By TIM BULLARD
GARDEN CITY – “Now you may kiss the bride.”
And with that sweet pronouncement of tacit approval during a tender marriage celebration Mass on Sunday, April 7, Bishop Robert Baker’s words resounded from St. Michael Church as sets of lips touched softly in the pews.
Unless you are the type of person who is embarrassed when your parents show outward signs of affection, it was hard not to react emotionally to the touching familiarity and sincere exchange of human love these couples felt for each other at this unique ceremony.
As purple azaleas blossomed outside the sanctuary, the hugs and long, romantic gazes reflected decades of passionate dependence, strong bonds of reinforced pledges and simple daily examples of smooching.
There were 250 couples at the recognition ceremony this year, up from last year’s total of 192.
“We have 123 couples married 50 years or more,” said the bishop. Of those couples, 20 have been married 60 years or more, and of those, three had been married 65 years. The bishop thanked Dorothy Grillo, director of Social Ministry for the diocese, and Phyllis Ritchie for their work in planning the event.
The bishop led the rite of sprinkling and pointed to the Gospel of John and two parallel phrases, “The Father loves me, so I love you” and “The Father has sent me, so I send you.”
Bishop Baker said, “We see that Jesus links us with the love of the Father, and he links us with the evangelizing mission that he has received from God the Father. So you and I are on a very special mission as followers of Jesus to tell people about the great love that God the Father has for us in Jesus.”
He added, “That message has been carried by the church for the past two millennia down to our own day and time, and it is up to you and to me to translate that message into our own culture and into our own time.”
The bishop thanked the married couples for witnessing the message of the first Holy Week and Easter through their married lives.
“You are kind of like Mary Magdalene and Thomas and the other apostles,” he said. “You and I, we experience in our own way what they experienced firsthand. We also experience the love God has for us in Jesus.”
Bishop Baker called on the married couples to share the good news of God’s tremendous love and mercy. He described them as a faithful people — faithful to the Lord, faithful to one another – or they would not be celebrating 25, 50, 55, 60 and 65 years of marriage.
“You are like the women of the Gospel and St. John who stood by the cross of Jesus, who stood courageously when other people walked away. You have taken up your daily crosses. Certainly, you’ve had them in experiencing the love of marriage. You have been faithful. In a society where fidelity to one’s vows is not held sacred anymore, you have remained faithful,” he said.
“In a time when family life is weakened and cheapened and threatened, the honored couples have held family values to be at the heart of civilization,” said Bishop Baker. “You haven’t just talked about it. You have done it. You’ve tried your best through the witness of your marriages to transform the culture and society in which you live.”
He continued, “You are there attending to people who are struggling and suffering, those who are the outcast, the last, the lost, the least, you are there. You have been there for those who have mourned after Sept. 11. You have been there to oppose human embryos being killed to obtain a certain type of stem cell.”
The bishop said the couples have been there for their children, grandchildren, and perhaps their great-grandchildren, helping them to not be exposed to the dangers of society such as computer programs that can tend to pervert God’s gifts to the body and human sexuality. He said they’ve also been there for the child in the womb, who is endangered by an uncaring society.
“You’ve been evangelizing. You have been sent by Jesus and sent by the Father because you have been loved by Jesus as he was loved by the Father,” he said.
The bishop commending the couples on making such a serious commitment through the church.
“You came into a church building; you didn’t just do it on the 18th hole of the local golf course or at the city hall. You came into the church because you recognized that it was important for you to make your marriage possible for life and be able to thrive. Apart from him, you knew that your marriage wouldn’t make it. So you linked up with him from day one in your marriage,” said Bishop Baker.
“You kept coming back because you knew you needed his support each and every day. That’s the difference between you people and so many others,” he said.
The offering at the service was donated to the Drexel House project in Charleston.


:: WHAT THE EXERCISE ASKS ::
Scan the records that follow, and whenever a line has the word "label", copy it.

——

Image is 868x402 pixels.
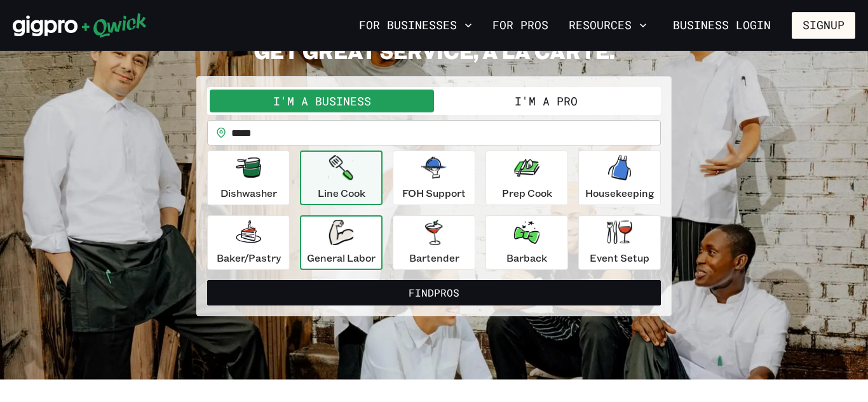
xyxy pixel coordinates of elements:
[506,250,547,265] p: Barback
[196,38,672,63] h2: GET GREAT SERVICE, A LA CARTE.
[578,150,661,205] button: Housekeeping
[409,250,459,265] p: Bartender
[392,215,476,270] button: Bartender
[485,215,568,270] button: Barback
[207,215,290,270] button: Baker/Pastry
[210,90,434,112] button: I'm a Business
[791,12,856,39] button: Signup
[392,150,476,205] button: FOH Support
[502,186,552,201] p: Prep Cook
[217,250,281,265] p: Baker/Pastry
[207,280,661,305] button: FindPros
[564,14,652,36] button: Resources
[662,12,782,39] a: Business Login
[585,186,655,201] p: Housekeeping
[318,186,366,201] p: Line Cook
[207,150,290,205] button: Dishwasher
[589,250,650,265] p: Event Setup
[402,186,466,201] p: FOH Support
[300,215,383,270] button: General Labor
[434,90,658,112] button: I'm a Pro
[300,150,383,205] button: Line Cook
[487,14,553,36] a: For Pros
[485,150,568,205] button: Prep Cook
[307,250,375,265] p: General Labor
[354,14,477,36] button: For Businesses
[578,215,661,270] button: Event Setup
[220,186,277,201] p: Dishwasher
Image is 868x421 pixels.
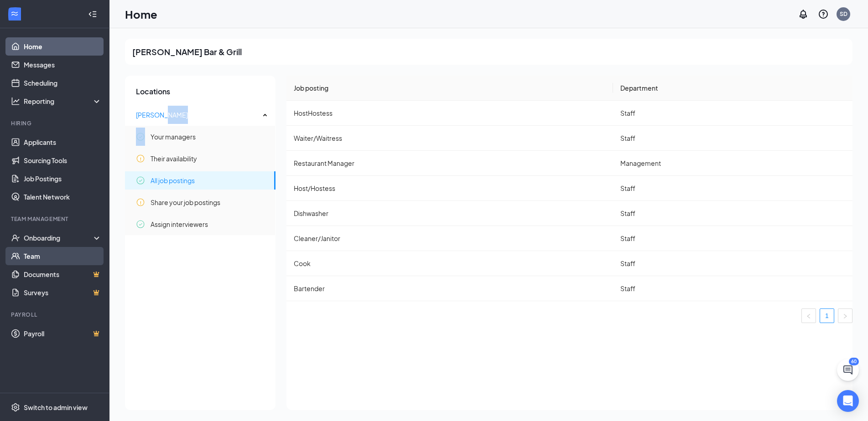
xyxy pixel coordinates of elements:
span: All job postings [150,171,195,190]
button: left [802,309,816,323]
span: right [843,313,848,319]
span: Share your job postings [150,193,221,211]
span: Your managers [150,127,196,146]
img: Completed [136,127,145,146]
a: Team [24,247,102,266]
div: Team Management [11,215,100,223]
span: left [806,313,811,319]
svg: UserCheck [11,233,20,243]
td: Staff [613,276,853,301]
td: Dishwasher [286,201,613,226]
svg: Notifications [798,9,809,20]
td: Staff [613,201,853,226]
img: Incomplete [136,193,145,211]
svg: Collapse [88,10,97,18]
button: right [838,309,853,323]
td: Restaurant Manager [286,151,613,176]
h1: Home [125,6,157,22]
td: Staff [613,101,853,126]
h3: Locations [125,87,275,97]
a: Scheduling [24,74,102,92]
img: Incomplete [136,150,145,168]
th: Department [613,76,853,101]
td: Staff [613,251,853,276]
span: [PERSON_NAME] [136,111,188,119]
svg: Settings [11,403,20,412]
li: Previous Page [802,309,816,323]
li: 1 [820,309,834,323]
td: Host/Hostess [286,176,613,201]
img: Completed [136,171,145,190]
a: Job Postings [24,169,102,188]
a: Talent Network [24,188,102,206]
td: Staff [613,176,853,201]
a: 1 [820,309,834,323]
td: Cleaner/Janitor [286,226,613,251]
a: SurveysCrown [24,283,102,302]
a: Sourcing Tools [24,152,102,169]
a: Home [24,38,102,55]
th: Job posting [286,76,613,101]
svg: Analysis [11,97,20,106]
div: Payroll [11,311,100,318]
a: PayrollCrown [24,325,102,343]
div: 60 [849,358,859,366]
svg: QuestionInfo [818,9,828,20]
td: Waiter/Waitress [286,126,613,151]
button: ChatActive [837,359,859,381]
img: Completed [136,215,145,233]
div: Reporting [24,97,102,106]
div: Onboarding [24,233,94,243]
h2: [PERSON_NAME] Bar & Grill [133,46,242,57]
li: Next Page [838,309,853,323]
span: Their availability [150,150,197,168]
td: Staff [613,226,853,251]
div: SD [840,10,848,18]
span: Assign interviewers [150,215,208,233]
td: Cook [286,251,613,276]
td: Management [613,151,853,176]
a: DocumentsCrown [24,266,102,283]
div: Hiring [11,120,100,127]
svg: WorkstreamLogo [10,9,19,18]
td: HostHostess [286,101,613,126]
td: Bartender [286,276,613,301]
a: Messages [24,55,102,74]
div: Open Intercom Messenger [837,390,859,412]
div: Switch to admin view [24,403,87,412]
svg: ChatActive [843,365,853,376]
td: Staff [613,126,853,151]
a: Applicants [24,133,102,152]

——

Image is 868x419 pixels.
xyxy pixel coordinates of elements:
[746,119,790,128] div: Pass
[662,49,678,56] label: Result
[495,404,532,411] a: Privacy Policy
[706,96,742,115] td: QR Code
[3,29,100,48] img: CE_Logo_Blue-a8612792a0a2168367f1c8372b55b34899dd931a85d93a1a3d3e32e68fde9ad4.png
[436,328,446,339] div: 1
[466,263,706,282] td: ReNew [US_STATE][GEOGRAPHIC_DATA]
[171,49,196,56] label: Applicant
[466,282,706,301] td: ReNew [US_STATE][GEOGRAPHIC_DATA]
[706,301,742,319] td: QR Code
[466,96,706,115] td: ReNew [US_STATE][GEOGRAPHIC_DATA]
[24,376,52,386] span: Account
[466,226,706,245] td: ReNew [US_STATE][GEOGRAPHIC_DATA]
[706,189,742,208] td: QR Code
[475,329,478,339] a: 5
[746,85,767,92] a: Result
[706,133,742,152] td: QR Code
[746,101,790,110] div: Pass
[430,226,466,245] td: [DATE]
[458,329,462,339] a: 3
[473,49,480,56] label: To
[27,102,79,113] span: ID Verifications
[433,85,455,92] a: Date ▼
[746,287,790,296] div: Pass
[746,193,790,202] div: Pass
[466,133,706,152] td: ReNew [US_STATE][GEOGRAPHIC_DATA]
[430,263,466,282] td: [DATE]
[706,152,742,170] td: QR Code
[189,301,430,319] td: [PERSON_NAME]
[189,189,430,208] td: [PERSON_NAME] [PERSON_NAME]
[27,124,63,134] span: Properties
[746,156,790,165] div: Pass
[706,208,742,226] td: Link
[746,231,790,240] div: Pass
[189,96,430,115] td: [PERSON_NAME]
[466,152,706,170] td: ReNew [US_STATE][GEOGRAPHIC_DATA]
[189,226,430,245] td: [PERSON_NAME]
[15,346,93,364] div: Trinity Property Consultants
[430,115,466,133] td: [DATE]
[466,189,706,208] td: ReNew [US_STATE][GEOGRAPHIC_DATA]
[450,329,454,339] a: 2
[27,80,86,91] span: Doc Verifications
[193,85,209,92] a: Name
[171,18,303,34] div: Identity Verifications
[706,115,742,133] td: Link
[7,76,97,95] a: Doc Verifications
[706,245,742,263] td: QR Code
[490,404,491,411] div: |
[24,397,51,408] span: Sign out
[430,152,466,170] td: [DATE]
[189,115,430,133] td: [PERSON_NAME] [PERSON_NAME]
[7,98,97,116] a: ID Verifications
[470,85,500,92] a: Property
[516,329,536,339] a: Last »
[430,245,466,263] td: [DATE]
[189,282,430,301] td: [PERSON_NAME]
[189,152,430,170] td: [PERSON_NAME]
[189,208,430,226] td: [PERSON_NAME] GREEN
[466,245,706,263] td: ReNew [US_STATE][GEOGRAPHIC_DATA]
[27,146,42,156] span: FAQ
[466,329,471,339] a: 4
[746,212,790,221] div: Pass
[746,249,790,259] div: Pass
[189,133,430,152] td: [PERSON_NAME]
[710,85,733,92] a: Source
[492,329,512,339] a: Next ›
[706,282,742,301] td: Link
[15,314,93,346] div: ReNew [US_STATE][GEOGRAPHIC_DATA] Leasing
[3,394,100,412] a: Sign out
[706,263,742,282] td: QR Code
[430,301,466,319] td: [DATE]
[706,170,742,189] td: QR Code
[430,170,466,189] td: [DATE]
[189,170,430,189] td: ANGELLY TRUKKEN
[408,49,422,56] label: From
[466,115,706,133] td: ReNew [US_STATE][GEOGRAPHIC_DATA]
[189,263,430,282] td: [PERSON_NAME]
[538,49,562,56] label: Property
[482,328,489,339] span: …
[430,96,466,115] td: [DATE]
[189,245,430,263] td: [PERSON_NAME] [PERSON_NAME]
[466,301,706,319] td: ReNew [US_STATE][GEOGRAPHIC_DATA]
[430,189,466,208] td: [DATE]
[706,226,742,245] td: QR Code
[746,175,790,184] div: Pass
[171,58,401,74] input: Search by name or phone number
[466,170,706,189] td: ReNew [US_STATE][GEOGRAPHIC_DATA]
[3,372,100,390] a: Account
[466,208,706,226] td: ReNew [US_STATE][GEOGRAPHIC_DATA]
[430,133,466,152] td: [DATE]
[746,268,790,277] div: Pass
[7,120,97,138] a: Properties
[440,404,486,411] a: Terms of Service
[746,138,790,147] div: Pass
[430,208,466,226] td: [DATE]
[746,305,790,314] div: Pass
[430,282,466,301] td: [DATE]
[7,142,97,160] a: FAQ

——

:: ANSWER FOR THE TASK ::
[662,49,678,56] label: Result
[171,49,196,56] label: Applicant
[473,49,480,56] label: To
[408,49,422,56] label: From
[538,49,562,56] label: Property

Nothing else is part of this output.